Alternative considered: keep lifecycle flags in NetworkManager and server host adapters. Rejected because it would fork client/server behavior again right after the shared-network-foundation refactor.

Treat heartbeat as infrastructure signals, not business state ownership

Heartbeat messages feed the session manager with liveness timestamps, RTT samples, and time-sync data, but they do not themselves declare login success or trigger reconnect policy. This keeps message handlers narrow and prevents hidden coupling where missing a heartbeat implicitly mutates business session state in unrelated code.

Alternative considered: let heartbeat handlers directly disconnect or reconnect. Rejected because it recreates the current layering problem and makes timeout policy hard to test.

Make shared runtime own lifecycle orchestration, hosts own reactions

SharedNetworkRuntime should compose transport, message routing, and session lifecycle so both client and server use the same lifecycle rules. Unity NetworkManager and ServerNetworkHost consume lifecycle events and decide what to do next, such as UI updates, reconnect attempts, or server-side cleanup.

Alternative considered: introduce separate client/server session managers. Rejected because stage five explicitly aims to share the network底层 contract and keep host differences at the adapter layer.

Represent reconnect as a scheduler policy, not an immediate side effect

Reconnect should be modeled as a transition into a reconnect-pending or reconnecting state with policy-owned timing, instead of directly restarting transport from inside a timeout callback. That makes backoff, disable/enable behavior, and tests deterministic.

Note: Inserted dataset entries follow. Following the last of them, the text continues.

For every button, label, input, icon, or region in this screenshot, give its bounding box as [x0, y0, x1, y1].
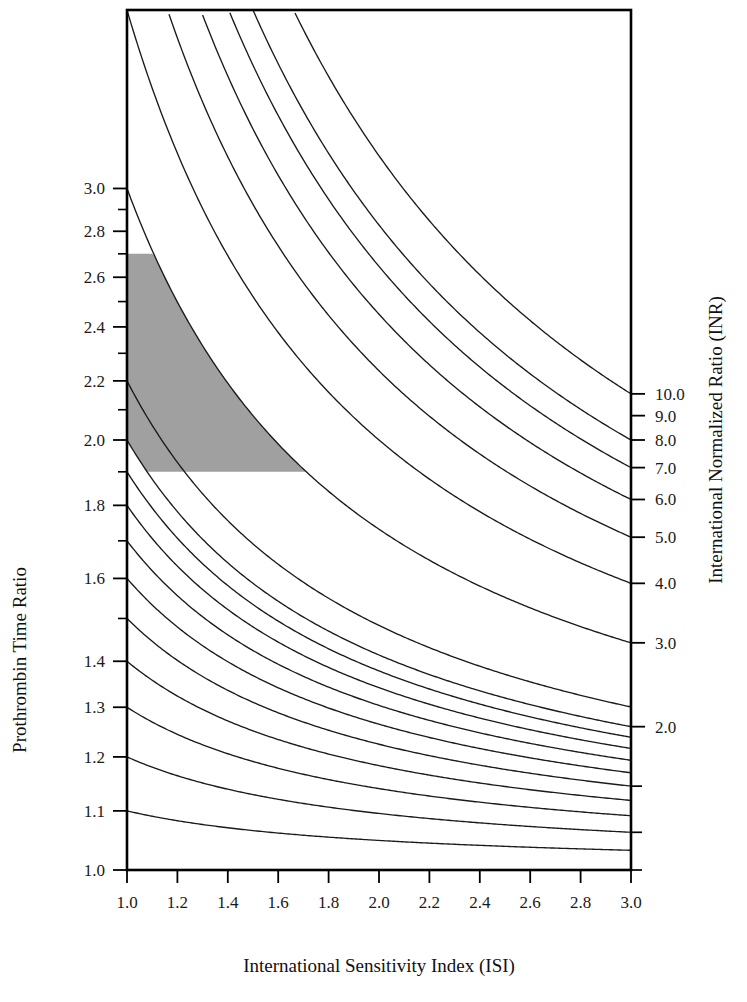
nomogram-svg: 3.02.82.62.42.22.01.81.61.41.31.21.11.0 …	[0, 0, 747, 1002]
right-axis-tick-label: 4.0	[655, 574, 676, 593]
x-axis-tick-label: 1.6	[268, 893, 289, 912]
left-axis-tick-label: 1.2	[84, 748, 105, 767]
left-axis-tick-label: 1.6	[84, 569, 105, 588]
x-axis-tick-label: 1.8	[318, 893, 339, 912]
left-axis-tick-label: 1.4	[84, 652, 106, 671]
x-axis-tick-label: 2.6	[520, 893, 541, 912]
left-axis-tick-label: 1.3	[84, 698, 105, 717]
right-axis-tick-label: 10.0	[655, 385, 685, 404]
left-axis-tick-label: 2.0	[84, 431, 105, 450]
x-axis-tick-label: 2.0	[368, 893, 389, 912]
y-axis-title-left: Prothrombin Time Ratio	[9, 567, 30, 753]
left-axis-tick-label: 2.6	[84, 268, 105, 287]
x-axis-tick-label: 2.2	[419, 893, 440, 912]
right-axis-tick-label: 9.0	[655, 407, 676, 426]
right-axis-tick-label: 7.0	[655, 459, 676, 478]
x-axis-title: International Sensitivity Index (ISI)	[243, 955, 515, 977]
right-axis-tick-label: 6.0	[655, 490, 676, 509]
x-axis-tick-label: 1.2	[167, 893, 188, 912]
x-axis-tick-label: 3.0	[620, 893, 641, 912]
left-axis-tick-label: 2.4	[84, 318, 106, 337]
inr-nomogram-figure: 3.02.82.62.42.22.01.81.61.41.31.21.11.0 …	[0, 0, 747, 1002]
figure-background	[0, 0, 747, 1002]
right-axis-tick-label: 8.0	[655, 431, 676, 450]
x-axis-tick-label: 1.4	[217, 893, 239, 912]
left-axis-tick-label: 3.0	[84, 179, 105, 198]
right-axis-tick-label: 3.0	[655, 634, 676, 653]
right-axis-tick-label: 2.0	[655, 718, 676, 737]
y-axis-title-right: International Normalized Ratio (INR)	[705, 296, 727, 584]
left-axis-tick-label: 1.1	[84, 802, 105, 821]
left-axis-tick-label: 1.0	[84, 861, 105, 880]
right-axis-tick-label: 5.0	[655, 528, 676, 547]
left-axis-tick-label: 2.2	[84, 372, 105, 391]
x-axis-tick-label: 2.4	[469, 893, 491, 912]
x-axis-tick-label: 1.0	[116, 893, 137, 912]
x-axis-tick-label: 2.8	[570, 893, 591, 912]
left-axis-tick-label: 2.8	[84, 222, 105, 241]
left-axis-tick-label: 1.8	[84, 496, 105, 515]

Alternative considered: reconnect immediately inside timeout detection. Rejected because it couples timer evaluation to transport startup side effects and makes repeated failures difficult to reason about.

Risks / Trade-offs

  • [Risk] Introducing a state machine can expose ambiguities in existing login/heartbeat handlers. -> Mitigation: define explicit transition sources and add tests for login success, login failure, heartbeat timeout, disconnect, and reconnect scheduling.
  • [Risk] Shared lifecycle ownership can blur the boundary between transport events and business authentication events. -> Mitigation: keep transport state inputs and login result inputs as separate session-manager APIs.
  • [Risk] Reconnect policy may require host-specific decisions later. -> Mitigation: keep policy configuration injectable and host reactions event-driven rather than hardcoding Unity-only behavior.
  • [Risk] Existing code may already assume that "connected" means "logged in". -> Mitigation: update host-facing APIs and TODO/documentation so callers consume explicit lifecycle states instead of legacy booleans.

Migration Plan

  1. Add shared lifecycle types (ConnectionState, session event model, heartbeat policy/session manager) without removing existing login/heartbeat flows yet.
  2. Route transport-connect, login-result, heartbeat-received, and timeout inputs through the new session manager.
  3. Update Unity client and server host adapters to observe lifecycle state changes from the shared runtime.
  4. Remove or simplify duplicated timeout/reconnect logic from message handlers and host code.
  5. Add edit mode tests that lock state transitions before beginning Stage 6 QoS work.

Open Questions

  • Whether the server host needs the exact same reconnect scheduling primitives as the client, or only the same state vocabulary.
  • Whether login failure should transition to Disconnected immediately after reporting failure, or remain in a stable LoginFailed state until the host decides the next action.
  • How much time-sync state should live in the session manager versus a separate clock-sync helper once Stage 6 begins.